All the coverage of skateboarding sucks. They couldn't care less when it comes to how skateboarding is portrayed. All I can do is portray it the right way when it comes to me. So skateboarders can look at what I'm doing and say, "Yeah, the only person doing it the right way is him." That's why Street Dreams was so important in being 100% true to skate culture. That's why the Wild Grinders are important in showing the different styles of street skating. That's why I get involved in building the skate parks. All I can do is show skateboarding the right way.
I find it very annoying that so many animal advocates talk about the difficulty of being vegan. Many animal advocates are inclined to make the issue their suffering and not the animals' suffering, and I suppose that accounts for part of the reason that veganism is portrayed as such a "sacrifice." And many animal advocates are not vegans, or are "flexible vegans," which means that they do not observe veganism at all or not consistently, and emphasizing the supposed difficulty of veganism is part of justifying their own behavior.
So often times we see these films that erode human dignity...films that deny the transcendent moral order of the moral universe.

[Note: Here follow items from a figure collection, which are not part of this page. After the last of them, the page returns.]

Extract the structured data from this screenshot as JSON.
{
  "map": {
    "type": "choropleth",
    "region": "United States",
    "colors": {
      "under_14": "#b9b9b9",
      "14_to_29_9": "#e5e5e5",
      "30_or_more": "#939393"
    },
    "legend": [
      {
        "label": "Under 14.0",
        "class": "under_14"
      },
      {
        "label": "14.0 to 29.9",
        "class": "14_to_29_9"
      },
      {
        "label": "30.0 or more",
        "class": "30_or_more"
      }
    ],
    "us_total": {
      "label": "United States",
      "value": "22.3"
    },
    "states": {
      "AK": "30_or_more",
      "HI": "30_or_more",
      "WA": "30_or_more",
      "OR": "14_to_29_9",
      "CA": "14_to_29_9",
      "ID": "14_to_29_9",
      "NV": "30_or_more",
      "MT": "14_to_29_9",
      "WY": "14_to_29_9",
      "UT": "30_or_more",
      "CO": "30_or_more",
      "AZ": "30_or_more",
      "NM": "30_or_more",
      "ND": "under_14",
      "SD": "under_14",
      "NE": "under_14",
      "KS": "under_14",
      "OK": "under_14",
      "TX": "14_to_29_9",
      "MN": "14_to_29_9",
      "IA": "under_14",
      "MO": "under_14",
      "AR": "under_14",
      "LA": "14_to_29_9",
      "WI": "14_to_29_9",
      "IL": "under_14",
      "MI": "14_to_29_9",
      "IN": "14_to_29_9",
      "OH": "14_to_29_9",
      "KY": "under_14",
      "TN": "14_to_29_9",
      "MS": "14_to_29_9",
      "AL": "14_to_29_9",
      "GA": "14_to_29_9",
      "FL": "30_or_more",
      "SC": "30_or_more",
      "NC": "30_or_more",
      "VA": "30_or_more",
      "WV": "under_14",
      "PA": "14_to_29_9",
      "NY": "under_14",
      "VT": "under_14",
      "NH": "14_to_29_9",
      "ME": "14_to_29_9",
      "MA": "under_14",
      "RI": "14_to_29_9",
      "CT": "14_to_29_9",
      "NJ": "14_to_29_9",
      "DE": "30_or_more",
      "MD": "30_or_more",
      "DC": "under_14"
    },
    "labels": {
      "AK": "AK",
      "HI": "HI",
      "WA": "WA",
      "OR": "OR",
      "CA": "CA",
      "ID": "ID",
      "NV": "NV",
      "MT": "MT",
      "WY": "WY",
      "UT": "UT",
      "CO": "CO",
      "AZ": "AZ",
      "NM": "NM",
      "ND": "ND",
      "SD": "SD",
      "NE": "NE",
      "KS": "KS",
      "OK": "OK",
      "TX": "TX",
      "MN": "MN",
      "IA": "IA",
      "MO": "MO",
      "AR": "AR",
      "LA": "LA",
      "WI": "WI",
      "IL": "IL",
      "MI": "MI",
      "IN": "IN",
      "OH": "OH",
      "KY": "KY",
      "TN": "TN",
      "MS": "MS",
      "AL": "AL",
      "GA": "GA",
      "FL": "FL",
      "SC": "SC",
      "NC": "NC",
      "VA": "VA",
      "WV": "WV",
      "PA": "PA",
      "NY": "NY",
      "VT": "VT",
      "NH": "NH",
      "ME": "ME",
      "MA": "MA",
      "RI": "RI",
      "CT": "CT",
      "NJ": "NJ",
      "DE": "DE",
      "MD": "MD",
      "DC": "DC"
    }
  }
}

They're always eroding natural affections for families. Fathers betray their commitments, children's are always portrayed as brats and disobedient, marriages are always in crisis and struggle. I think (for) most of us, that's not the lives we live. We're always being challenged, we always have challenges but we love our families, we love our spouse, we love our children.
I kind of started with this foundation, and tried to do all the research I could do for Alice [Cullen], and then every time a [new] director would come in, they have their own artistic take on things and add in new elements. And a lot of times they would ask, "What did you love that you portrayed, and what do you wish that you could show?" So I felt, with each installment, I got the opportunity to add on something. I think she was very - you know, really sweet, [laughs] a little odd in the first installment.